The first drilling cruise was tough. "It was the worst ice year that any of us could remember," Anderson said. "We'd spend most of a day lowering drill string to the ocean floor only to pull it back up to get out of the way of approaching icebergs."

Next, Sophie Warny of Louisiana State University, her students and colleague Rosemary Askin examined thousands of individual grains of pollen preserved in the muddy sediments, which represented the past 36 million years.

Gradually, the team pieced together a history of how much of the peninsula was covered by glaciers throughout the past 36 million years.

"There's a longstanding debate about how rapidly glaciation progressed in Antarctica," said Warny, who specializes in palynology (the study of fossilized pollen and spores). "We found that the fossil record was unambiguous; glacial expansion in the Antarctic Peninsula was a long, gradual process."

The results showed that slightly more than 40 million years ago, Antarctica boasted a diverse flora and experienced average temperatures of between 51.4 and 30 degrees Fahrenheit (10.8 to minus 1.1 degrees Celsius). From 34 million to 37 million years ago, reduced atmospheric carbon dioxide levels coincided with increased formation of mountain glaciers. During the Oligocene Epoch, which extended from 23 million to 34 million years ago, vegetation primarily consisted of southern beech and conifer-dominated woodlands and tundra. Limited pockets of this tundra still existed until 12.8 million years ago.

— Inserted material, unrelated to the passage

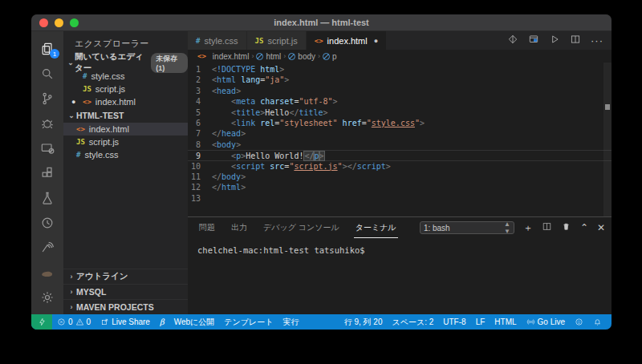  What do you see at coordinates (47, 197) in the screenshot?
I see `test-beaker-icon` at bounding box center [47, 197].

Follow LiveScience for the latest in science news and discoveries on Twitter @livescience and on Facebook.

Live Science Staff
For the science geek in everyone, Live Science offers a fascinating window into the natural and technological world, delivering comprehensive and compelling news and analysis on everything from dinosaur discoveries, archaeological finds and amazing animals to health, innovation and wearable technology. We aim to empower and inspire our readers with the tools needed to understand the world and appreciate its everyday awe.